Stealth is key

Apr 12, 2007 09:06 GMT  ·  By

Two months ago, China's surprising launch of a missile that hit one of its own retired satellites, blasting the spacecraft into thousands of shards of space junk sparked an international outcry over anti-satellite weaponry.

The U.S. perceived the test not only as proof of China's increasing military capabilities and ambitions, but also as a possible threat to its dominance in military space.

U.S. Navy Capt. James Graybeal, spokesman for the U.S. Strategic Command, said at the time that the military has no ongoing missile or laser-based anti-satellite weapons research.

Instead, they adopted another strategy to prevent the Chinese, or anyone else, for that matter, from doing anything to affect or destroy American satellites.

Rather than a kinetic approach, say officials and experts, the United States has adopted a method that relies on spy satellites' most vulnerable aspect: the need for constant housekeeping from the ground.

To maintain satellite orbits, particularly low Earth orbits, controllers on the ground must send their satellites a constant barrage of signals from ground stations around the world. For example, the United States maintains the Satellite Control Network, a string of eight tracking stations in places as remote as Thule Air Base on Greenland, and Diego Garcia in the Indian Ocean.

By interfering with those signals - called telemetry, tracking and control signals - the United States can put satellites out of commission for critical periods of time or send them spiraling out of control. Intelligence experts call the strategy "electronic negation" or "intrusion."

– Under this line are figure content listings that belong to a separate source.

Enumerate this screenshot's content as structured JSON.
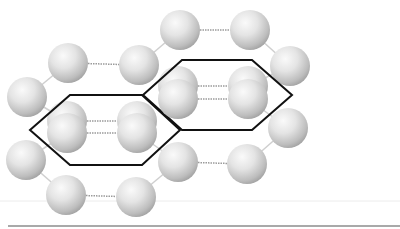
{
  "diagram": {
    "title": "",
    "colors": {
      "background": "#ffffff",
      "sphere_light": "#f7f7f7",
      "sphere_mid": "#d9d9d9",
      "sphere_dark": "#a8a8a8",
      "bond_dotted": "#9a9a9a",
      "bond_solid": "#cfcfcf",
      "hexagon_outline": "#111111",
      "baseline": "#8c8c8c",
      "faint_line": "#e6e6e6"
    },
    "atoms": [
      {
        "id": "a1",
        "layer": "top"
      },
      {
        "id": "a2",
        "layer": "top"
      },
      {
        "id": "a3",
        "layer": "top"
      },
      {
        "id": "a4",
        "layer": "top"
      },
      {
        "id": "a5",
        "layer": "top"
      },
      {
        "id": "a6",
        "layer": "top"
      },
      {
        "id": "a7",
        "layer": "top"
      },
      {
        "id": "a8",
        "layer": "top"
      },
      {
        "id": "a9",
        "layer": "top"
      },
      {
        "id": "a10",
        "layer": "top"
      },
      {
        "id": "a11",
        "layer": "top"
      },
      {
        "id": "a12",
        "layer": "top"
      },
      {
        "id": "p1b",
        "layer": "back"
      },
      {
        "id": "p1f",
        "layer": "front"
      },
      {
        "id": "p2b",
        "layer": "back"
      },
      {
        "id": "p2f",
        "layer": "front"
      },
      {
        "id": "p3b",
        "layer": "back"
      },
      {
        "id": "p3f",
        "layer": "front"
      },
      {
        "id": "p4b",
        "layer": "back"
      },
      {
        "id": "p4f",
        "layer": "front"
      }
    ],
    "hexagon_cells": [
      {
        "id": "cell-left"
      },
      {
        "id": "cell-right"
      }
    ]
  }
}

It's logical, indeed, since laser, missiles or space mines would be easily detected, and could start an arms race in space or even a spatial cold war.

So, "plausible deniability" is the key, and using signals intelligence and intrusion is far subtler, and thus more difficult for the victim to detect.

In fact, the Russian first experimented with anti-satellite weaponry in the 1970s, when they successfully turned off a U.S. Maritime communications satellite, while it was outside the range of tracking stations in the continental United States, and then turned it on again, once it came back into range, causing fears of Soviet space dominance.

William E. Burrows, a journalism professor at New York University who is also the author of "Deep Black," a book on spy satellites applications, once said that "The best ASAT (anti-satellite device) is not a weapon that detonates next to an enemy satellite, instead, it would be a signal that would tell the satellite to take the rest of the afternoon off."